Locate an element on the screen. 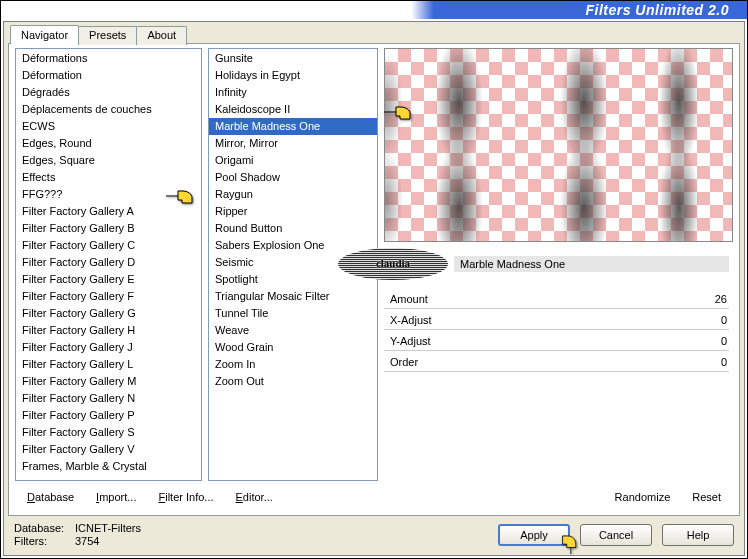 Image resolution: width=748 pixels, height=559 pixels. cancel-button: Cancel is located at coordinates (616, 535).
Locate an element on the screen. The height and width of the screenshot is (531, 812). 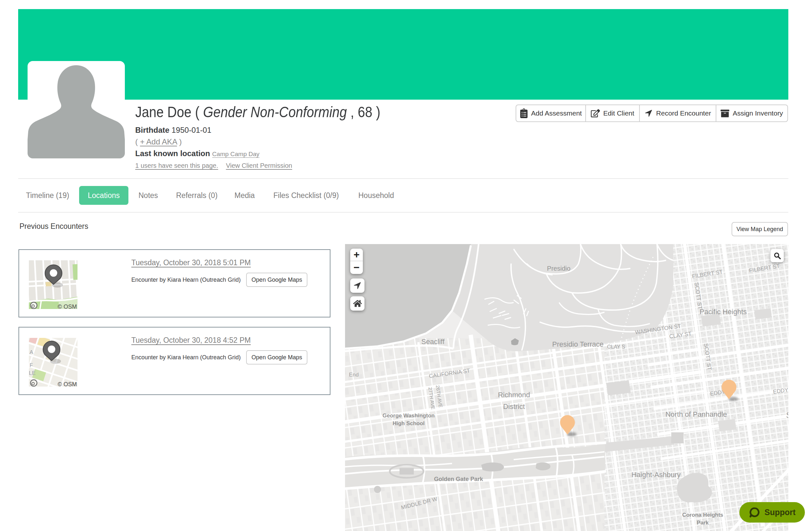
svg-text: Park is located at coordinates (703, 523).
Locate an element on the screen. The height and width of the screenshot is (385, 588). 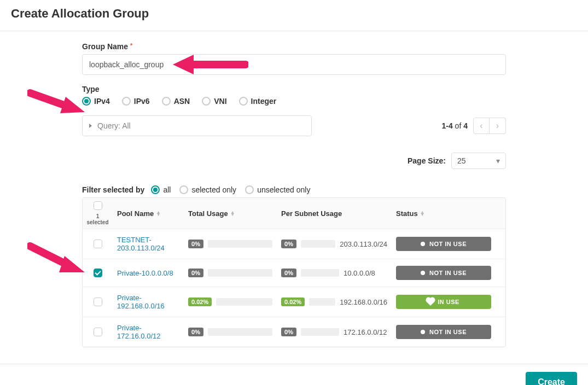
radio-label: VNI is located at coordinates (220, 101).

--

### What you are asked to do
Repeat exactly the lines from the one containing "is (531, 812)." through the last line of the records above, both included, and leave out the pictures.

### Your solution
Locate an element on the screen. The height and width of the screenshot is (531, 812). 
svg-text: Park is located at coordinates (703, 523).
Locate an element on the screen. The height and width of the screenshot is (385, 588). 
radio-label: VNI is located at coordinates (220, 101).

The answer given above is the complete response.